Thought leadership Uncommon Truths: Inflation Risks and Investment Consequences

Person filling up gas

Key takeaways

  • Oil and inflation:

    WTI spot prices are up ~50% y-o-y, underscoring diversification benefits of broad commodities. Historically, similar moves have coincided with a temporary ~1ppt rise in headline CPI.

  • Energy pass-through:

    Evidence from Spain suggests March inflation will reflect higher energy prices. Inflation persistence will hinge on the duration of the Iran conflict and Middle East supply disruptions, with central banks watching spillovers to wages and core prices.

  • Asset implications:

    While energy-driven inflation and pressure on risk assets may ease in Q2, a more durable inflation shock would limit investor havens – historically favoring energy, sometimes gold, and short-duration assets. 

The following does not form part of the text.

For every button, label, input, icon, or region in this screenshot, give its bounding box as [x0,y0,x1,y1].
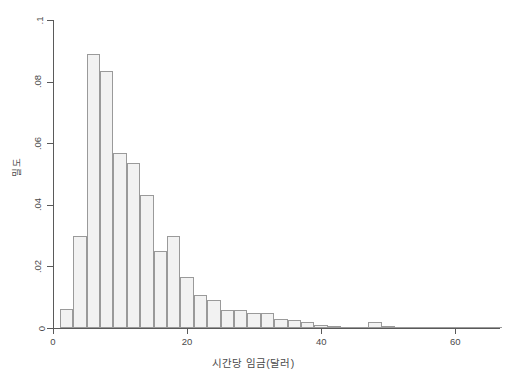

Rising energy costs are leading to fears of higher inflation; historically a difficult environment for financial markets. We suspect any jump in inflation will be short-lived but that will ultimately depend on how long energy prices stay high and whether other prices and wages follow them upward.

Investor conversations are naturally dominated by the situation in the Middle East. It is hard to give definitive answers when resolution of the conflict relies on the decisions of three actors that are not always acting in ways that follow military and economic logic (emotions are running high). However, the global economy and financial markets have to live with the consequences.